Used to be more than a shrunken head. The scientific specimen to crowd and measure and wonder. Bird-brain: empty skull extinct-ed by its own stupidity. Bird-brain dreams of waddling on velvet sand in a tourist’s snow globe souvenir. Wings, but can’t fly. Gorge on fallen rotten fruit.
Bird-brain has a nightmare: Tourists came on wood-ship cruises, scurvy included, no additional cost. The birds low-hanging fruit. Run but can’t hide. They took its body over the sea and stuffed it, cooked the plum-flesh in formaldehyde. And year by year muscles fall away: fruit left in the sun, on the beach. Flies drift in.
Daylight, daydream. Blue gloves take Bird-brain out, We keep it humidity-controlled here in the lab. Bird-brain imagines opening its beak, taking a small chunk of finger to taste it burst like a berry. We suspect that the bird was going extinct on its own; several travelogues support this theory.
Bird-brain hopes and dreams one beautiful, singular egg – almost soft-boiled from the sun, baking a new bird. If the academics peel back the leather fruit-skin flesh, crack the skull with the back of a spoon, a fledgling will emerge.
C. Line Beston grew up on the edge of the woods in northern Delaware and currently works and writes in the Pacific Northwest. Her writing has previously appeared in Smokelong Quarterly.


### Work task
Filter out every line below that lacks "Where", and copy the rest.

### Data shown

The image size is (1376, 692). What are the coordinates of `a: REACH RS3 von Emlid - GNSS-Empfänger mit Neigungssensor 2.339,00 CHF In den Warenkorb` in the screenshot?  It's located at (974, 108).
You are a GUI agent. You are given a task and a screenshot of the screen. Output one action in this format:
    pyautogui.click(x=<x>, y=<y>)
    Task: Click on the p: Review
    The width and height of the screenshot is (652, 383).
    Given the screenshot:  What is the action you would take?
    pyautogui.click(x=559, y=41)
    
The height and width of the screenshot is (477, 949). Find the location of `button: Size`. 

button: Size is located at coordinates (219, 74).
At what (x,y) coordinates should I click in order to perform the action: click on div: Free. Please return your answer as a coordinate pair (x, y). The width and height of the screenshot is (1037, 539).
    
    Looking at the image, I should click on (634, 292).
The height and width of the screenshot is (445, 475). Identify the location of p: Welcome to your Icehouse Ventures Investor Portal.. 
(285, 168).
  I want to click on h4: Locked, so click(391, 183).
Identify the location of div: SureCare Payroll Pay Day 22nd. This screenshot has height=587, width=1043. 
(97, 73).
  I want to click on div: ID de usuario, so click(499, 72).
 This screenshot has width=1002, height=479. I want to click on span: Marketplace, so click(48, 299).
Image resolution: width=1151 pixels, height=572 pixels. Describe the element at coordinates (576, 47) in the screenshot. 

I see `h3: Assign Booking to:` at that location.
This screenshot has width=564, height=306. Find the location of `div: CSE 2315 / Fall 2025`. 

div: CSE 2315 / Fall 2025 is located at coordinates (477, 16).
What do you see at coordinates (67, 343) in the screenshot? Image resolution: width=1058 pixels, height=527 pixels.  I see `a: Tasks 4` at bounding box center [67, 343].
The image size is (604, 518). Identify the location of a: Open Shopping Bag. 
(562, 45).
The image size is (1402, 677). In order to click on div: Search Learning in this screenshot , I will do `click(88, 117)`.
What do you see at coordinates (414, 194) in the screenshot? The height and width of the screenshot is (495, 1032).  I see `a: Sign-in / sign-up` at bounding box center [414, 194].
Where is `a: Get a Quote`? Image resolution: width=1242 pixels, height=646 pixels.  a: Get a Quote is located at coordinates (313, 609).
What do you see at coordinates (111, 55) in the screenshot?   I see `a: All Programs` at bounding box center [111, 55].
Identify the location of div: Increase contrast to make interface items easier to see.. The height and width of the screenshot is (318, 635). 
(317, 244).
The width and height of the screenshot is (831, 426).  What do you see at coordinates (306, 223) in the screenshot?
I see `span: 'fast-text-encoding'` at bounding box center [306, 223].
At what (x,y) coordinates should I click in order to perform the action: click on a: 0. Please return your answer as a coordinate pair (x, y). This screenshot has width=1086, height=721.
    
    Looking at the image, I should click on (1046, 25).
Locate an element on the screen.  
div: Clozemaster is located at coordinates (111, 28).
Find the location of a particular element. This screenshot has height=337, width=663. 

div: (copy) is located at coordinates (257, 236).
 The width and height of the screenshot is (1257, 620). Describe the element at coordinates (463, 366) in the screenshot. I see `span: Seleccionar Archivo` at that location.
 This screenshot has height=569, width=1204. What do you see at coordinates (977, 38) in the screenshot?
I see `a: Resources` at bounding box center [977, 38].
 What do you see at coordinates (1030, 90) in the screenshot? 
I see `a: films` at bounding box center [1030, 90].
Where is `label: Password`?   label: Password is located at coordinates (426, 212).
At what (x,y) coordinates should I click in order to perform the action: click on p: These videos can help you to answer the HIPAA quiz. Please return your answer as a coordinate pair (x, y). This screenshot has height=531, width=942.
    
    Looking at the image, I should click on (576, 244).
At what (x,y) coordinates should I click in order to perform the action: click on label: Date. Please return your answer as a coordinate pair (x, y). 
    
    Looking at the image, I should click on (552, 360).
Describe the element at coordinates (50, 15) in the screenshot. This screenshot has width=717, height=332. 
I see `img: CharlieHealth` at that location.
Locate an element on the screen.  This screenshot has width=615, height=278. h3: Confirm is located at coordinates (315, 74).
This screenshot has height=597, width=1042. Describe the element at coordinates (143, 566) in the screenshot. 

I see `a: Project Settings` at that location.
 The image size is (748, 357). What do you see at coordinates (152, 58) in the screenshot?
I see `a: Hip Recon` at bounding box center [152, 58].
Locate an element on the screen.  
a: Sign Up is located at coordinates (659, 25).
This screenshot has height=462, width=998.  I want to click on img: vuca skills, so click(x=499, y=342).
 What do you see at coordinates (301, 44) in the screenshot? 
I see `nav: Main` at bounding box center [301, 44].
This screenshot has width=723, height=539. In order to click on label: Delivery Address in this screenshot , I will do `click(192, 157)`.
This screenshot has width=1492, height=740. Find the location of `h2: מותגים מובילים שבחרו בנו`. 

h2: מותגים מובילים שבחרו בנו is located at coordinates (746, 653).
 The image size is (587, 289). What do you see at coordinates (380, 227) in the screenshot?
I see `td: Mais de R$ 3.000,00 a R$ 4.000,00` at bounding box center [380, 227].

### Task output
Where is `a: Get a Quote`? Image resolution: width=1242 pixels, height=646 pixels.  a: Get a Quote is located at coordinates (313, 609).
Where is `label: Password`?   label: Password is located at coordinates (426, 212).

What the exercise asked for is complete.